How poetry meets its people ‘every Wednesday’ in the basement of a Cambridge dive
- kateyanulis
- Mar 19
- 4 min read

Myles Taylor recites their piece in front of an attentive audience at the 2025 Team Selection Preliminary Slam. The Cantab Lounge hosts the event every Wednesday from 8 to 11 p.m. Photo courtesy Jarvis Subia.
Just a foot from the audience stands a mic and Myles Taylor, the host and president of the Boston Poetry Slam, welcoming new and old artists to the dimly lit Cantab Lounge basement. Wasting not a second more, Taylor booms, “Welcome to the Boston Poetry Slam! We are here every Wednesday.”
Like clockwork, the audience of eager regulars and supportive friends shout back, “Every Wednesday!” and a community of spoken word lovers is reunited once more.
“It keeps us in the moment and reminds us to come back next week,” said regular Theodore Jones, a preschool teacher living in Brockton. “I make the trek to come up to the Cantab every Wednesday because I don't know what [I’d do with] myself [otherwise].”
Every Wednesday night from 8 to 11 p.m. in the basement of the Cantab Lounge, poetry fills the hearts of patrons. For just $4 each, it’s not hard to see what keeps them coming back.
“A certain type of people will come to a show in the basement of a dive bar and sit there for four hours and listen to poetry. Those are your people if you love poetry,” said Boston Poetry Slam, or BPS, treasurer Michael Gill.
Split up into three hour and a half sections, the night begins with an open mic where anyone can sign up to read their work so long as it’s under three minutes. Then comes the “smoking section,” where staff have the opportunity to share their work as a segue into the main event of the night.
On Feb. 25, the slam decided which four of the first eight poets move on to the Team Selection Finals March 25. From there, they will decide who from BPS will make up the team to compete in three tournaments: Midwest Mash-Up Apr. 30 to May 2, the Bigfoot Regional Slam June 25 to 28, and the NorthBeast Regional Slam Festival Aug. 8 to 9.
During both the open mic and “smoking section” sets, poems revolve around nature and humor. Sharing several shorter poems, these sets are practice for poets to get better at writing and performing.
With more than eight decorated and known poets in the scene, the slam section takes a serious turn, focusing on themes of religion, identity and familial relationships. From the declining bee population to arguments with parents, each poet reads their work like a sonnet to their former self. Memorized and recited with passion, their moment on stage is filled with minutes and decades of emotion.
With a three to four hour run time every week, it’s an easy, joyful way to get to know creatives from all walks of life.
“You're experiencing a complete range of people you would not get anywhere else … people from different backgrounds, different worlds we might never be friends with,” Gill said, watching the open mic from the ticket booth. “And now you've actually experienced what they've experienced for three minutes at that time.”
A small but tangible representation of the thoughts and feelings of the Greater Boston community shines through during this four-hour window, evolving with the years but remaining an open-armed safe space.
With a rich history of artistic disruption, BPS has always kept its community members at the core of its mission.
“We try to do weird s**t — a lot of incorporation of humor, pushing the boundaries — but the people themselves, the community, has changed over the years very significantly,” Taylor said. “I think it really sort of matches whoever runs it. I think that you could say that about any community space. Ever since I took it over, it's always been like, pretty queer, but like, it's pretty overwhelmingly queer at this point.”
For Zeke Russell, a Brighton‐based case manager who’s been on staff at BPS since 2015, Wednesdays at the Cantab serve as a return home.
“As an artist, my parents were part of an intentional artist community in Central Maine, and I've sort of found that for myself here … it's just been kind of the fabric of my adult life.”
For many participants and regulars, the big draw is the desire for artistic connection.
“This is an amazing space that is super hard to find," Gill said. "We are very dedicated to being a community.”
As a nonprofit, all the cash that flows into BPS through the inexpensive ticket cost flows back into the organization to help sustain its work — "the least capitalistic thing you can do," Gill said.
For 35 years, the basement of the Cantab Lounge has housed extraordinary creative light and will continue to do so as long as patrons and poets continue to show up.
“We're all in it for the love of the game,” Gill said. “And we’re all in it to make ourselves better.”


PROBLEM TO SOLVE: The entries below need to be written out exactly, with no pictures included.

SUPPLIED ENTRIES:
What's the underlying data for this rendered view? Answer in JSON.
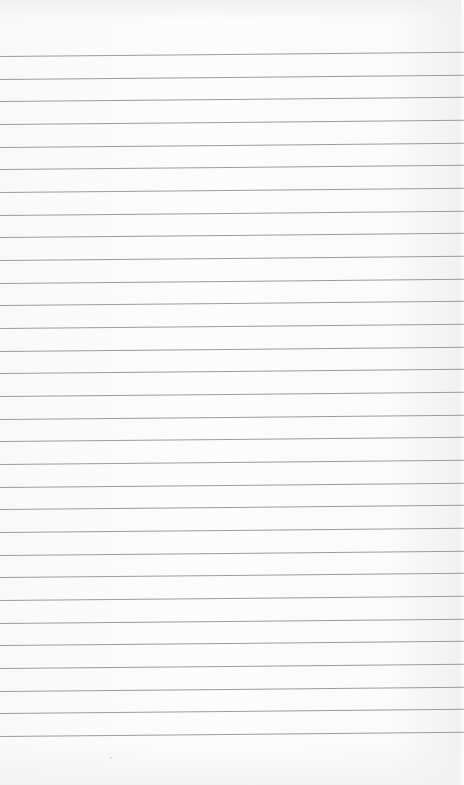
{
  "image": {
    "description": "Blank lined (ruled) sheet of paper, no writing",
    "background_color": "#fbfbfb",
    "line_color": "#9c9c9c",
    "line_count": 31,
    "first_line_y_left": 56,
    "line_spacing_px": 22.67,
    "slope_px_across_width": -4
  }
}
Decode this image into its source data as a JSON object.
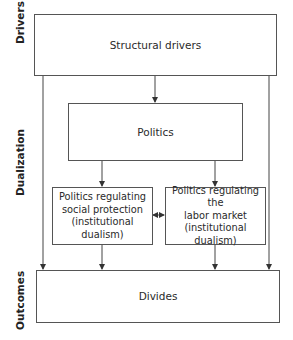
{
  "side_labels": {
    "drivers": "Drivers",
    "dualization": "Dualization",
    "outcomes": "Outcomes"
  },
  "boxes": {
    "structural_drivers": "Structural drivers",
    "politics": "Politics",
    "social_protection": {
      "line1": "Politics regulating",
      "line2": "social protection",
      "line3": "(institutional dualism)"
    },
    "labor_market": {
      "line1": "Politics regulating the",
      "line2": "labor market",
      "line3": "(institutional dualism)"
    },
    "divides": "Divides"
  },
  "colors": {
    "line": "#444444",
    "text": "#222222"
  }
}
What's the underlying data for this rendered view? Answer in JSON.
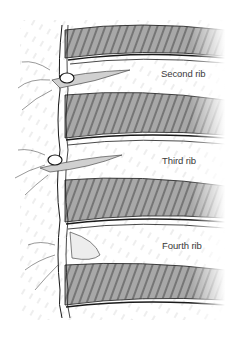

EXERCISE OUTPUT:
What's the underlying data for this rendered view? Answer in JSON.
{
  "image": {
    "description": "Blank lined (ruled) sheet of paper, no writing",
    "background_color": "#fbfbfb",
    "line_color": "#9c9c9c",
    "line_count": 31,
    "first_line_y_left": 56,
    "line_spacing_px": 22.67,
    "slope_px_across_width": -4
  }
}
Decode this image into its source data as a JSON object.
{
  "side_labels": {
    "drivers": "Drivers",
    "dualization": "Dualization",
    "outcomes": "Outcomes"
  },
  "boxes": {
    "structural_drivers": "Structural drivers",
    "politics": "Politics",
    "social_protection": {
      "line1": "Politics regulating",
      "line2": "social protection",
      "line3": "(institutional dualism)"
    },
    "labor_market": {
      "line1": "Politics regulating the",
      "line2": "labor market",
      "line3": "(institutional dualism)"
    },
    "divides": "Divides"
  },
  "colors": {
    "line": "#444444",
    "text": "#222222"
  }
}
What's the underlying data for this rendered view? Answer in JSON.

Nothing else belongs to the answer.